Conservative columnist David Brooks writes today in the NYT about the economic mess we're in, Alan Greenspan's recent and startling confession of his own flawed worldview, and government regulation:
If you start thinking about our faulty perceptions, the first thing you realize is that markets are not perfectly efficient, people are not always good guardians of their own self-interest and there might be limited circumstances when government could usefully slant the decision-making architecture....But the second thing you realize is that government officials are probably going to be even worse perceivers of reality than private business types. Their information feedback mechanism is more limited, and, being deeply politicized, they’re even more likely to filter inconvenient facts.
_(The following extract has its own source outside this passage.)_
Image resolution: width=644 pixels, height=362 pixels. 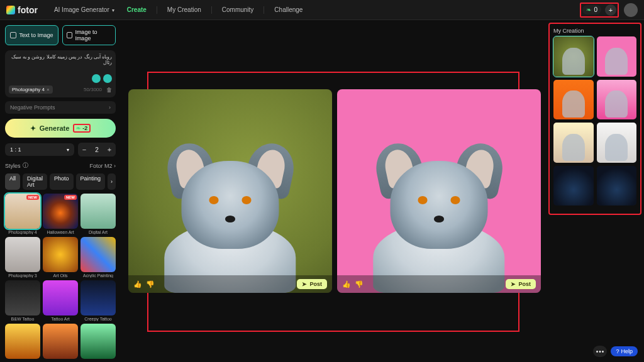 I want to click on trash-icon: 🗑, so click(x=109, y=90).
This meltdown is not just a financial event, but also a cultural one. It’s a big, whopping reminder that the human mind is continually trying to perceive things that aren’t true, and not perceiving them takes enormous effort.
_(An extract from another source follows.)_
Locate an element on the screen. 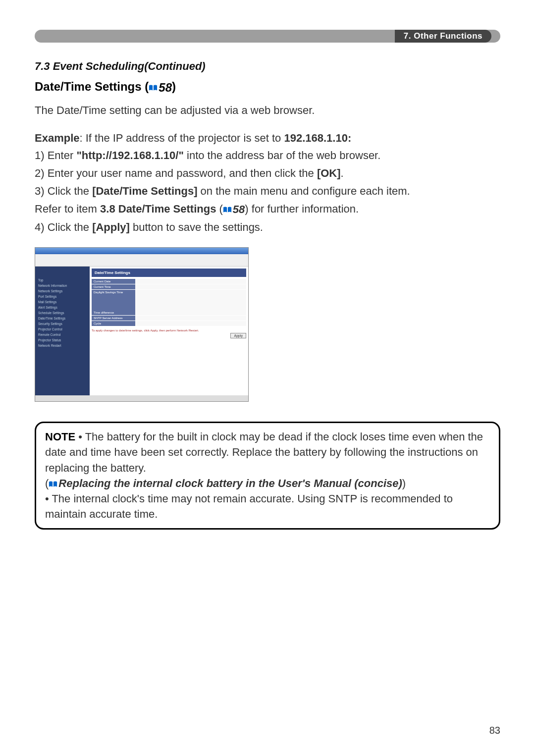 Image resolution: width=535 pixels, height=756 pixels. step3-ref-open: ( is located at coordinates (219, 209).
In other words, we are guided more by our worldviews and ideologies rather than the empirical information coming to us. Which is why Greenspan's failure of worldview is costing us so much. And which is also all the more reason to not have as our government regulator someone who doesn't believe the government should be regulating!
Greenspan typified the anti-regulation mindset of the last several decades, under both Republican and Democratic administration (he was reappointed by Bill Clinton, don't forget). And now, the whole worldview and mindset (a paradigm shift?) is changing, and regulation of banks, markets, etc. is the order of the day.
We're going back to what we used to call a 'mixed economy', in order to avoid the distortions and excesses of the 'free and unfettered market'. If you thought we learned that lesson back in the 30's, then think again.
I actually think of the 'mixed economy' as a conservative thing (stabilizing, cautious, etc.), but if you insist on viewing it as 'liberal', then now we're all liberals again.
The only exception to that would be that shrinking number of free-market libertarians who think the government should not intervene in the current mess and should not regulate anything but let everything free to take its course, come what may. They (like Ron Paul) have a theoretical case to make, of course, but it's not one that most people are going to accept.